Entertainment

This Movie is Basically a 100 Minute Music Video (And I Kind of Liked It)

The Hollow Aestheticism of All Those Sleepless Nights

None
Photo: Pulse Films

About halfway through All These Sleepless Nights—a Sundance darling about two hard-partying adolescents,now streaming on Amazon—we see Krzysztof, the protagonist, walk through stopped cars on a crowded Warsaw boulevard. While the drivers have all gotten out to stare wordlessly at something in the distance, Krzysztof, whom we follow from behind, weaves through oblivious, heading the opposite direction.

The scenes immediately before or after this maybe 10-15 second moment held no clues as to where Krzysztof is going or why, nor does it offer any explanation for what the drivers are gaping at. And so the scene, like so many in the film, floats by on its own coolness, an empty gesture quoting everything from apocalyptic action movies like War of the Worlds and The Day After Tomorrow, to the opening scene of La La Land, to soda commercials. Mostly, though, it reminded me of all those music videos where the singer parades down the middle of a crowded (or empty) street—and once I started thinking of All These Sleepless Nights as one long pop music video, it was hard to stop.

Why? Well, it doesn’t help that the majority of the film consists of people dancing aimlessly at parties, or people looking alone amidst people dancing aimlessly in parties, in dimly lit rooms, in rooms with a red hue. Or that the dialogue that does seep through mostly comes off like pop lyrics or Instagram poetry (“This all feels so unreal, what we’re doing right now.” “Sometimes things seem fake, sometimes they don’t.” “Can you see how lonely I am?”). Or that the plot is threadbare and inconsequential: Krzysztof, at one point, moves out of the apartment he shares with his friend Michal to live alone and date Michal’s ex-girlfriend Eva—we think this might make more of an impact, but Eva is in and out of the film in about 20 minutes.

Mostly, though, it’s that these scenes are often devoid of context, sequenced like pop music videos that cut back and forth between disparate images that might loosely coalesce into a unifying vision, but which, for the most part, seem to be there because they’re sexy, or weird, or look cool. After all, that’s the ethos of pop songs, and the pop music industry-writ-large: let’s hire an army of musicians and songwriters to write for Beyoncé and Taylor, see what happens when Diplo works with Bieber, and have DJ Khaled corral everyone else under the sun to make a certified hit. The result of this mishmash is an overall lack of vision, an everything-as-nothing aesthetic that’s catchy and appealing but ultimately somewhat soulless.

There’s a reason that so many of these songs are about partying and taking drugs at parties, and meant to be listened to while partying and taking drugs at parties. It’s because, like partying and drug taking, the songs feel meaningful while you listen to them. But the high is fleeting. The fact of the matter is that a pop song is a pop song (and those thoughts you had while tripping acid are just those thoughts you had while tripping acid). That’s why, where other filmmakers have succeeded in making visually stunning, loosely plotted films with scant dialogue and acute homages (see: Godard, Malick)—because the various pieces work to form a unique vision or to express a truly complex idea or feeling—those behind All These Sleepless Nights just miss the mark. They treat their subject—partying—as if it is a cinema-worthy subject in and of itself.

Which means we’re left with a film that’s full of laughing but not of humor, a film about having fun that’s really not very fun at all; a film that includes a young woman’s nude figure writhing on the bed that is filmed as amateur porn and actually just plays like amateur porn; a film that then strives for depth by having characters on coke say things like, “do you seem fake to you?” ; a film where coke even serves, in all sincerity, as a metaphor (“A long straight line right in front of you,” one character says, handing Krzysztof the rolled up bill). Better to reflect something true on screen, the highs and lows of it—the irreverently funny conversations, the hijinks, the stupid arguments—than to try and say something deep by making it all grey and melancholy.

And yet, I didn’t hate this movie, just as I don’t hate pop songs, or pop music videos. The filmmakers behind All These Sleepless Nights have a keen visual and sonic sense, and can capture dusk and dawn like Joel Meyerowitz; they do, also, if only briefly, capture some specific and authentic moments, like when Krzysztof lingers around a club trying to take the girl he made out with home (even though it’s so obviously over), or when Michal dials up a girl’s on-and-off-again boyfriend to see if it’s ok to sleep with her. But, like any drug, it leaves you wanting more.

Oh, and sure, one might argue that this visual, music-video-esque porn is, in fact, the film’s point: that all this adolescent partying is is a blurry collage of moments that seem deep but really aren’t. Or that it’s ok for a film to subsist on style alone (just look at Baby Driver). In today’s call-out culture, it can be daunting to try and make art that really says something, while purely visual treats can always be regarded with, “ahhh.” Still, there’s something, perhaps, insidious about fast-food entertainment that’s posing as something more. It makes an audience feel like they’ve done work, when they really haven’t done much at all.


- _What is being asked_
Copy every line of the data that contains the string "Thông".

>>>>>

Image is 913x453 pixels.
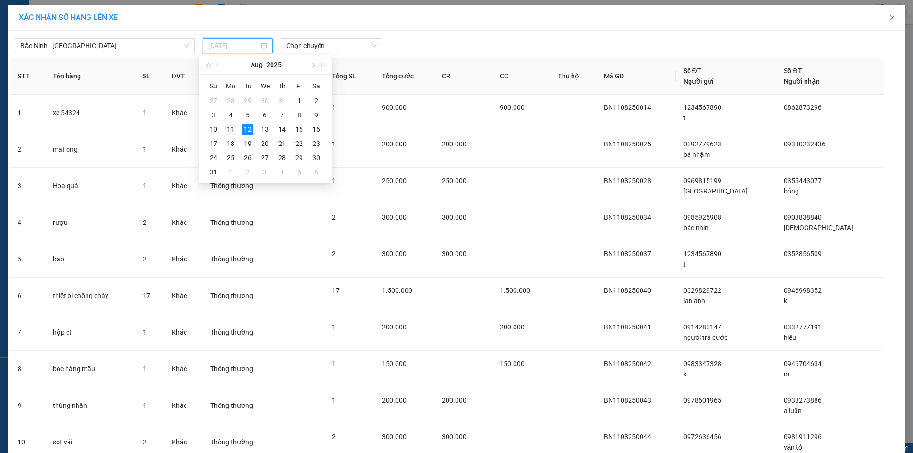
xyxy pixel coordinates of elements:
[242,138,253,149] div: 19
[242,109,253,121] div: 5
[45,95,135,131] td: xe 54324
[256,136,273,151] td: 2025-08-20
[310,138,322,149] div: 23
[442,250,466,258] span: 300.000
[500,287,530,294] span: 1.500.000
[604,323,651,331] span: BN1108250041
[683,140,721,148] span: 0392779623
[308,136,325,151] td: 2025-08-23
[202,168,276,204] td: Thông thường
[382,213,406,221] span: 300.000
[45,278,135,314] td: thiết bị chống cháy
[242,124,253,135] div: 12
[10,168,45,204] td: 3
[878,5,905,31] button: Close
[202,204,276,241] td: Thông thường
[273,94,290,108] td: 2025-07-31
[310,109,322,121] div: 9
[683,433,721,441] span: 0972636456
[604,287,651,294] span: BN1108250040
[10,351,45,387] td: 8
[239,151,256,165] td: 2025-08-26
[783,187,799,195] span: bông
[382,433,406,441] span: 300.000
[222,151,239,165] td: 2025-08-25
[308,122,325,136] td: 2025-08-16
[604,360,651,367] span: BN1108250042
[143,219,146,226] span: 2
[596,58,675,95] th: Mã GD
[225,152,236,164] div: 25
[382,104,406,111] span: 900.000
[273,136,290,151] td: 2025-08-21
[273,165,290,179] td: 2025-09-04
[45,131,135,168] td: mat ong
[45,204,135,241] td: rượu
[202,314,276,351] td: Thông thường
[382,250,406,258] span: 300.000
[382,177,406,184] span: 250.000
[202,278,276,314] td: Thông thường
[164,241,202,278] td: Khác
[164,58,202,95] th: ĐVT
[783,334,796,341] span: hiếu
[250,55,262,74] button: Aug
[10,314,45,351] td: 7
[683,260,685,268] span: t
[492,58,550,95] th: CC
[256,122,273,136] td: 2025-08-13
[276,152,288,164] div: 28
[205,94,222,108] td: 2025-07-27
[256,108,273,122] td: 2025-08-06
[10,241,45,278] td: 5
[683,151,710,158] span: bà nhậm
[500,104,524,111] span: 900.000
[683,297,705,305] span: lan anh
[783,67,801,75] span: Số ĐT
[222,94,239,108] td: 2025-07-28
[164,168,202,204] td: Khác
[164,95,202,131] td: Khác
[290,122,308,136] td: 2025-08-15
[310,166,322,178] div: 6
[332,104,336,111] span: 1
[10,278,45,314] td: 6
[442,177,466,184] span: 250.000
[222,78,239,94] th: Mo
[225,95,236,106] div: 28
[225,138,236,149] div: 18
[143,145,146,153] span: 1
[242,95,253,106] div: 29
[604,104,651,111] span: BN1108250014
[293,124,305,135] div: 15
[308,78,325,94] th: Sa
[604,433,651,441] span: BN1108250044
[308,165,325,179] td: 2025-09-06
[308,151,325,165] td: 2025-08-30
[45,351,135,387] td: bọc hàng mẫu
[20,38,189,53] span: Bắc Ninh - Hồ Chí Minh
[10,387,45,424] td: 9
[143,365,146,373] span: 1
[225,166,236,178] div: 1
[683,187,747,195] span: [GEOGRAPHIC_DATA]
[208,138,219,149] div: 17
[273,108,290,122] td: 2025-08-07
[783,407,801,414] span: a luân
[205,151,222,165] td: 2025-08-24
[783,370,789,378] span: m
[783,77,819,85] span: Người nhận
[256,94,273,108] td: 2025-07-30
[290,94,308,108] td: 2025-08-01
[310,152,322,164] div: 30
[225,109,236,121] div: 4
[500,323,524,331] span: 200.000
[45,58,135,95] th: Tên hàng
[222,136,239,151] td: 2025-08-18
[256,78,273,94] th: We
[208,166,219,178] div: 31
[683,250,721,258] span: 1234567890
[550,58,597,95] th: Thu hộ
[239,108,256,122] td: 2025-08-05
[332,213,336,221] span: 2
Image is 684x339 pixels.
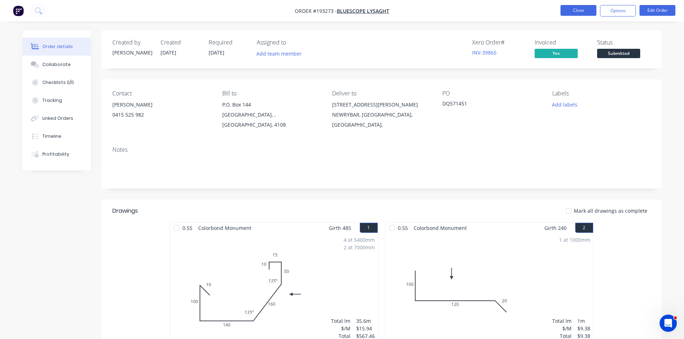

<<<<<

- _Written answer_
[202,168,276,204] td: Thông thường
[202,204,276,241] td: Thông thường
[202,314,276,351] td: Thông thường
[202,278,276,314] td: Thông thường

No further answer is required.